I made a decision a while ago to try to ignore these types of blood-pressure-raising remarks from the former First Lady, but...
From AP:
Speaking to the same unions a day earlier, Clinton said as first lady she had forcefully battled the agreement President Clinton labored hard to win.Now, does anybody really believe that this ad is actually aimed at McCain, whom she's not even running against in Pennsylvania, or could it be a desperate attempt at reinforcing the stereotypes that the first ad introduced into her campaign? Nah.
"I did speak out and oppose NAFTA," she said. "I raised a big yellow flag and said, 'I don't think this will work.'" [I remember, oh yes, of course that big yellow...I was distracted at the time because I was in a bloody battle with, um, poachers off the coast of...]
Teamsters president James P. Hoffa, who is backing Obama, disputed her claim.
"No one who was around in the time of NAFTA remembers her doing that," Hoffa told The Associated Press during a telephone interview. [Ahem, well, you know I do blog a lot and it's late at night and so I might have misspoken about that memory, it proves I'm human and I make mistakes.] "Let's face it, she's tied to NAFTA no matter what she says."
At an economic summit in Pittsburgh organized by her presidential campaign, Clinton said she would eliminate tax breaks for companies that move jobs to other countries and use the savings to persuade them to keep jobs in the U.S. [I'm not sure I understand...]

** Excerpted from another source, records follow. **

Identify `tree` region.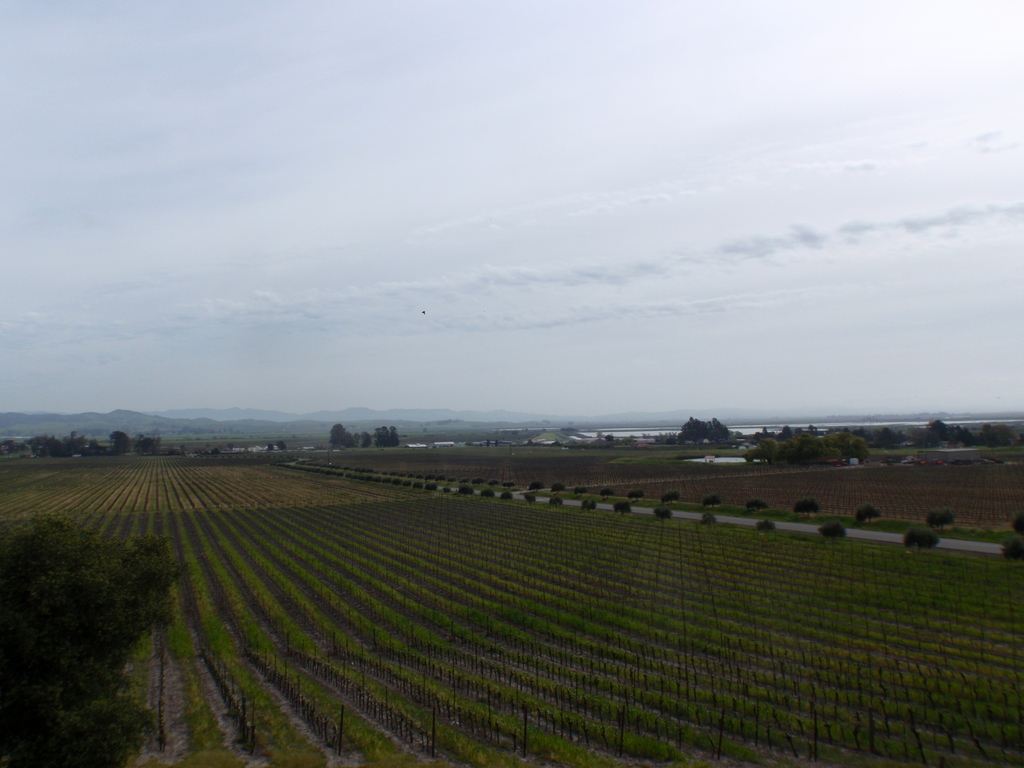
Region: (x1=550, y1=483, x2=564, y2=492).
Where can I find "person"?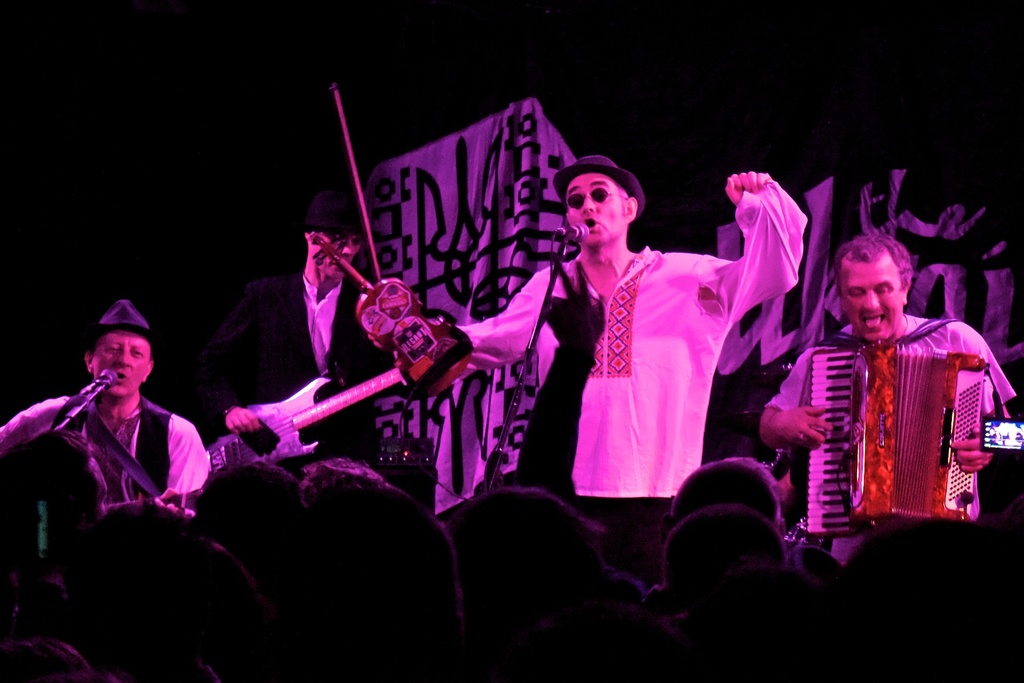
You can find it at [x1=754, y1=229, x2=1011, y2=582].
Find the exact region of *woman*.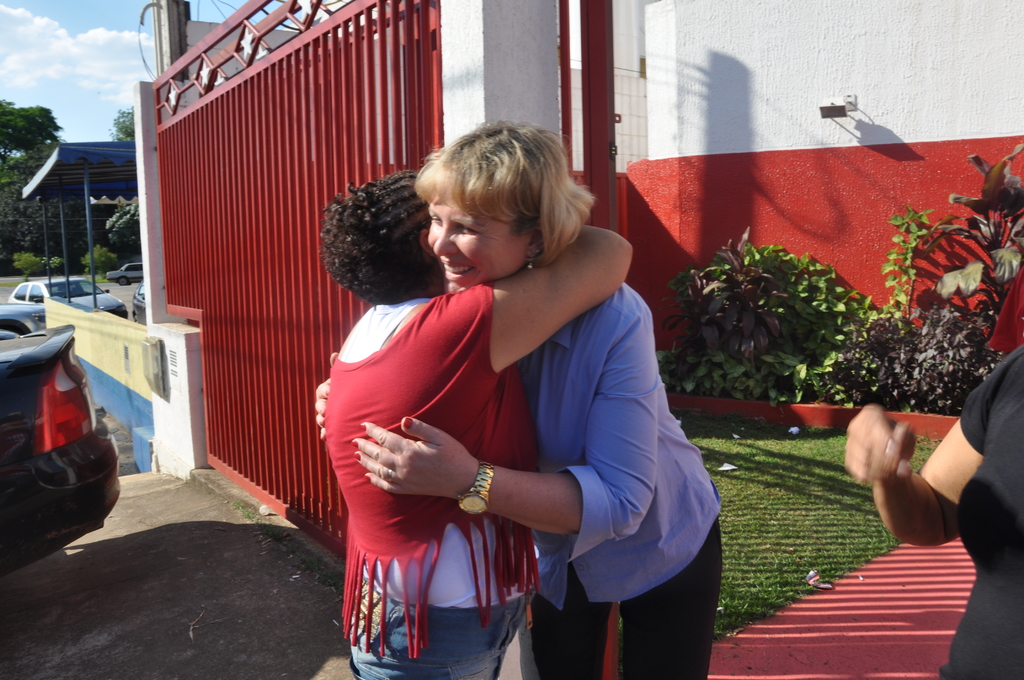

Clinton's plan would offer new tax benefits for research and job development. It would also create "innovation and research clusters" across the country and provide $500 million annually in investments to encourage the creation of high-wage jobs in clean energy. [I see, taking away the tax cuts but replacing the tax cuts with other 'incentives' that will actually benefit us.]
Clinton called it her "insourcing agenda."

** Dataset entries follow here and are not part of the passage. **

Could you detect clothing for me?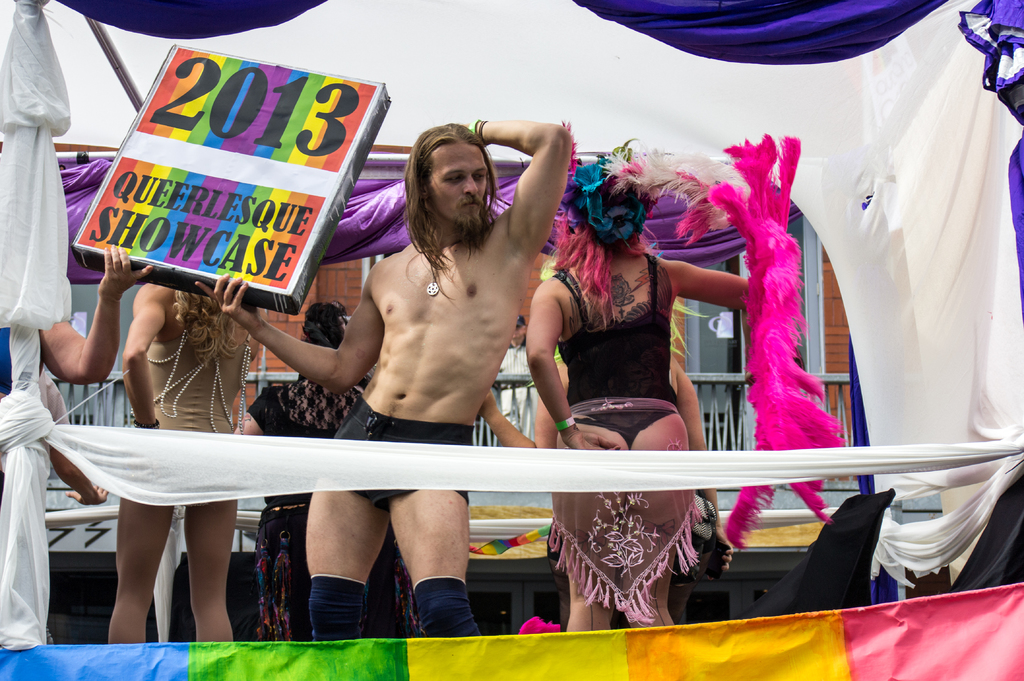
Detection result: box(0, 326, 13, 397).
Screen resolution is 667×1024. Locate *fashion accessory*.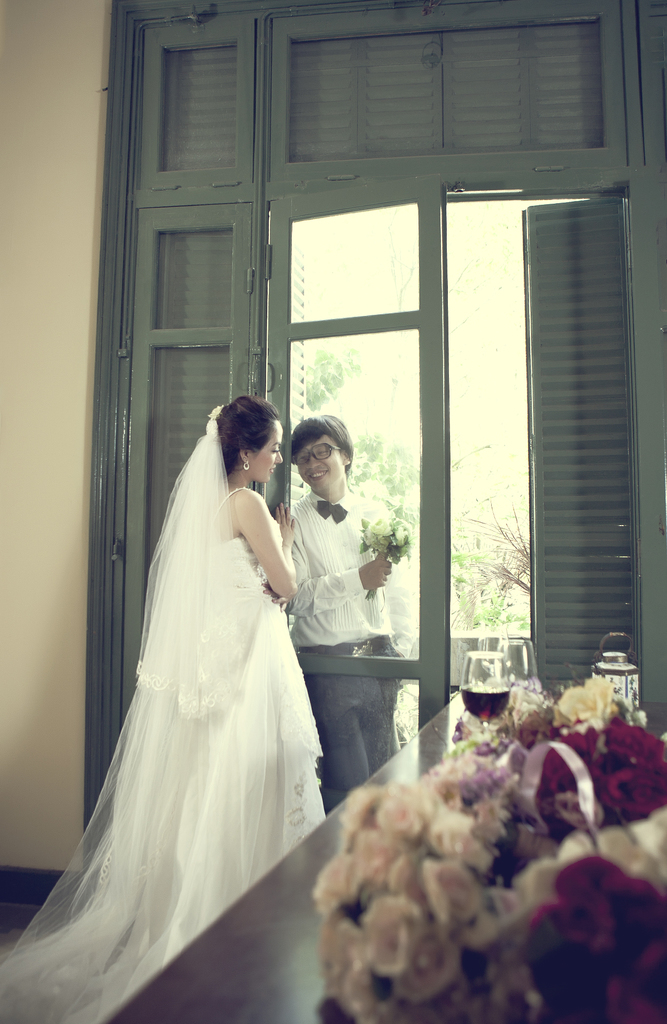
205,406,223,424.
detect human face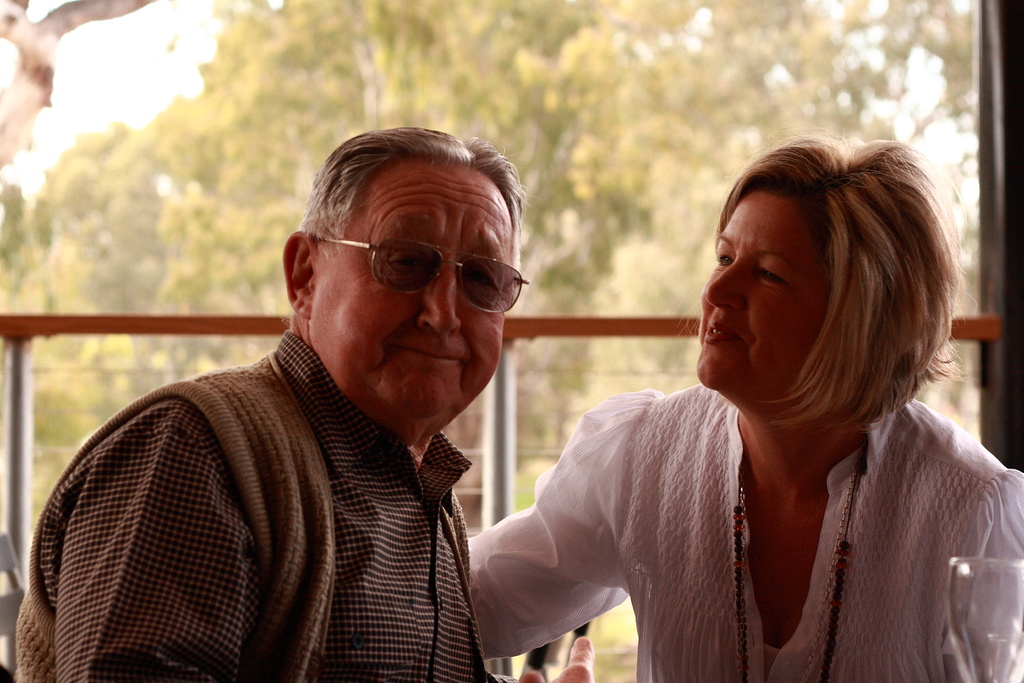
[315,165,514,425]
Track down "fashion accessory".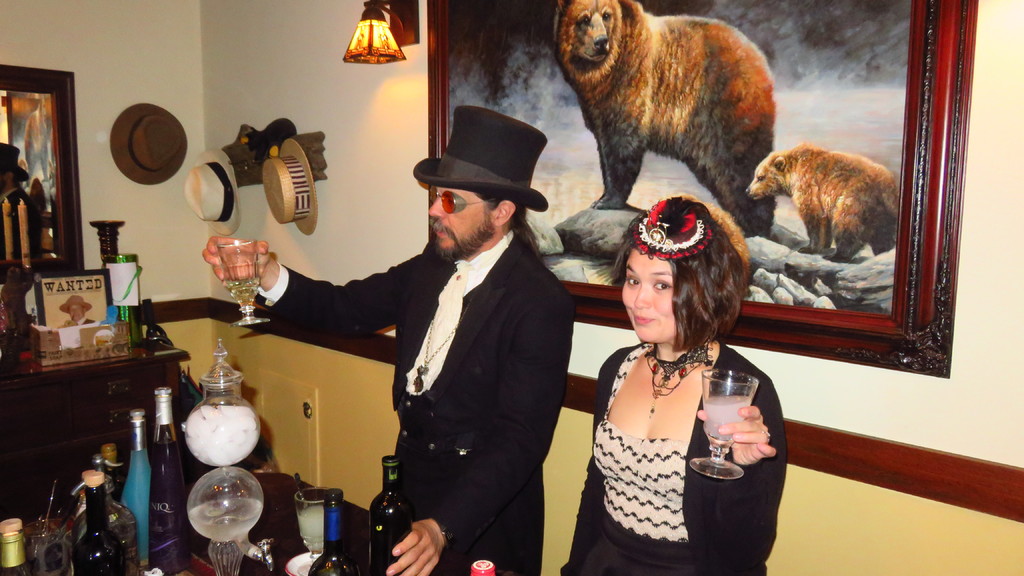
Tracked to (435,517,459,553).
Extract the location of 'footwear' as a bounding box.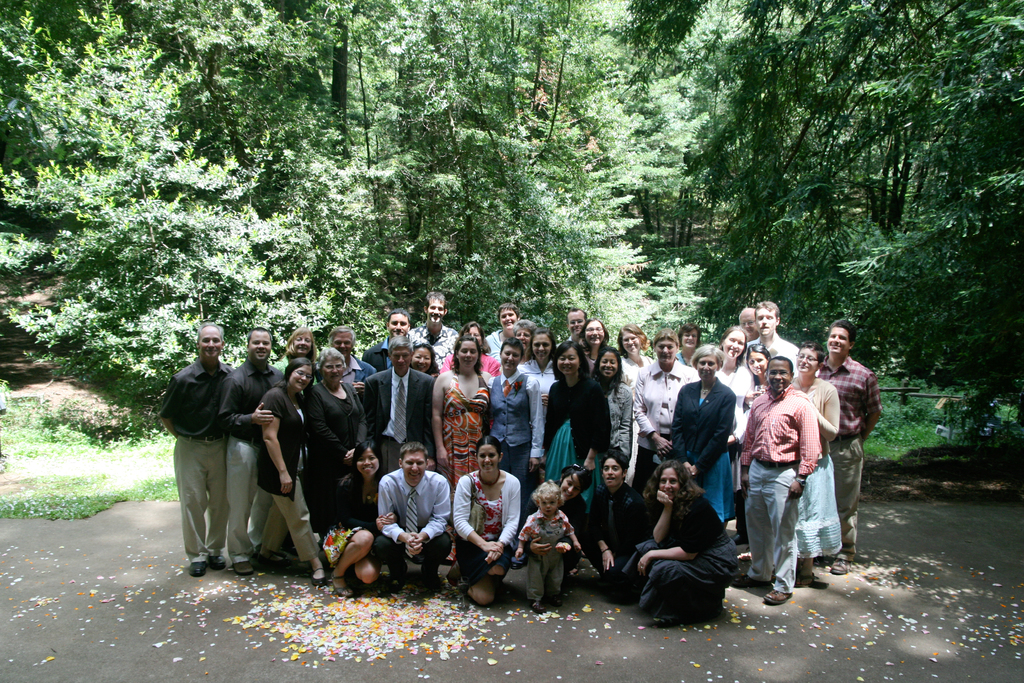
bbox(763, 589, 792, 607).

"We hear so much about outsourcing," when jobs are lost to other countries, she said. "I want to put an end to it. We're going to change the tax code, we're going to change the giveaways to the special interests." [Was her insourcing agenda in place when she voted for the trade agreements that outsourced jobs?]

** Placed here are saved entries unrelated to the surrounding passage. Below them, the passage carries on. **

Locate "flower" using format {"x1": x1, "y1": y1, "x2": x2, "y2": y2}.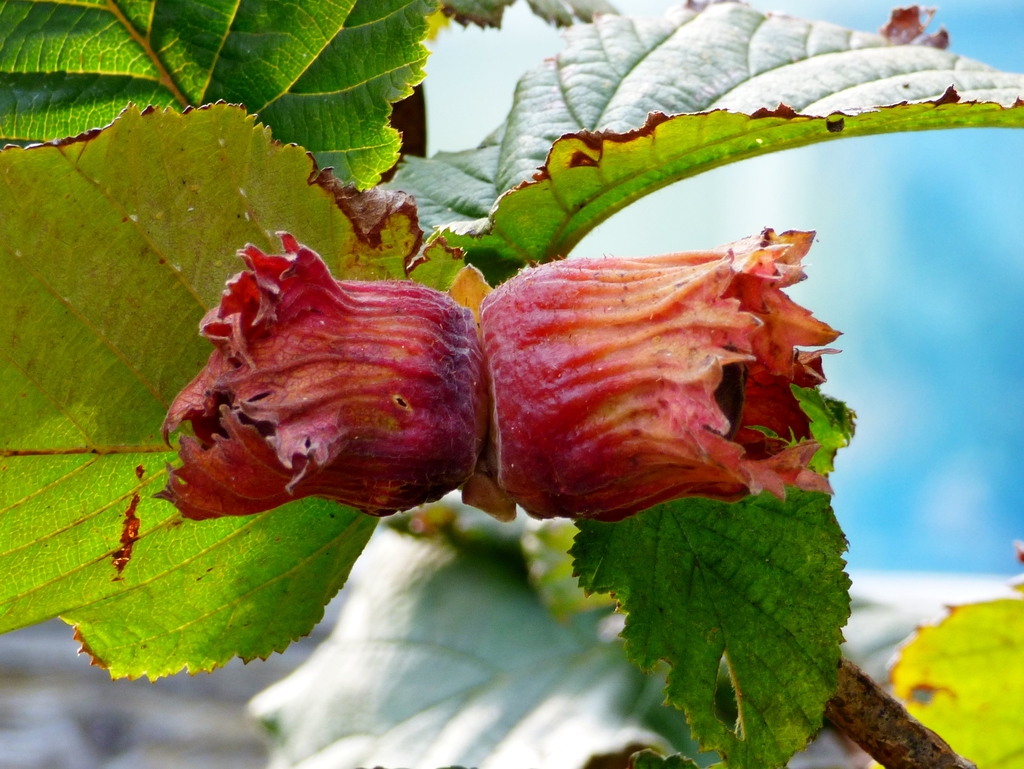
{"x1": 477, "y1": 231, "x2": 840, "y2": 527}.
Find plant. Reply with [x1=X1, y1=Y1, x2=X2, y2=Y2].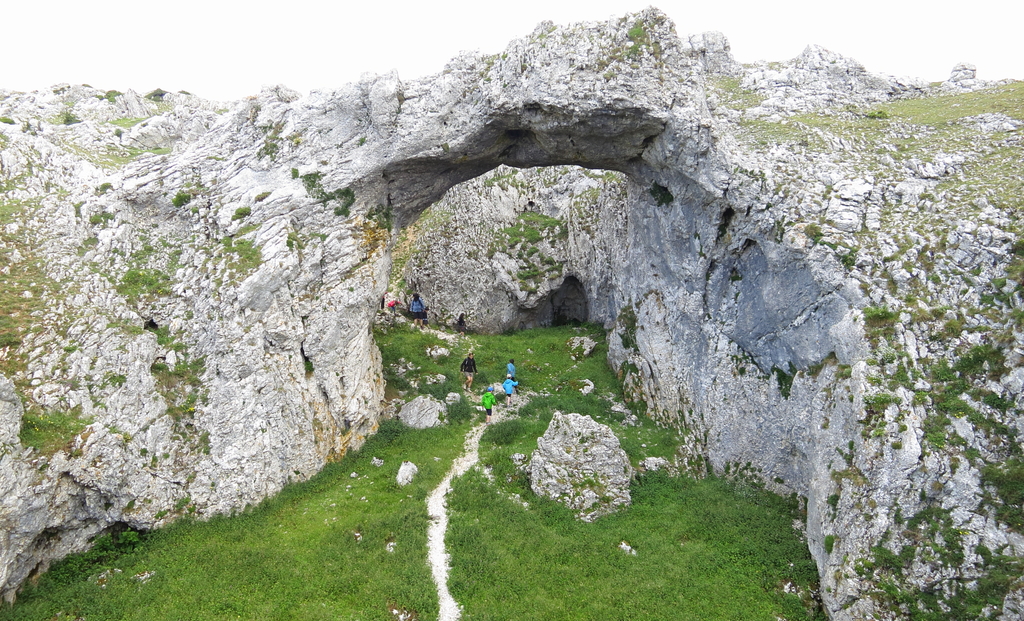
[x1=964, y1=398, x2=980, y2=463].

Clinton also broadcast a new TV ad in Pennsylvania explicitly challenging Republican John McCain's economic credentials.
Echoing an earlier ad aimed at Obama on national security, it begins with images of sleeping children while a narrator says a phone is ringing in the White House at 3 a.m. but this time the crisis is economic. As the phone rings on and on, the sleeping children are replaced by adults grimly reviewing bills during daylight hours. The narrator faults McCain's response to rising home foreclosures and teetering markets and says he'd just let the phone keep ringing. The ad ends with an image of Clinton answering a phone.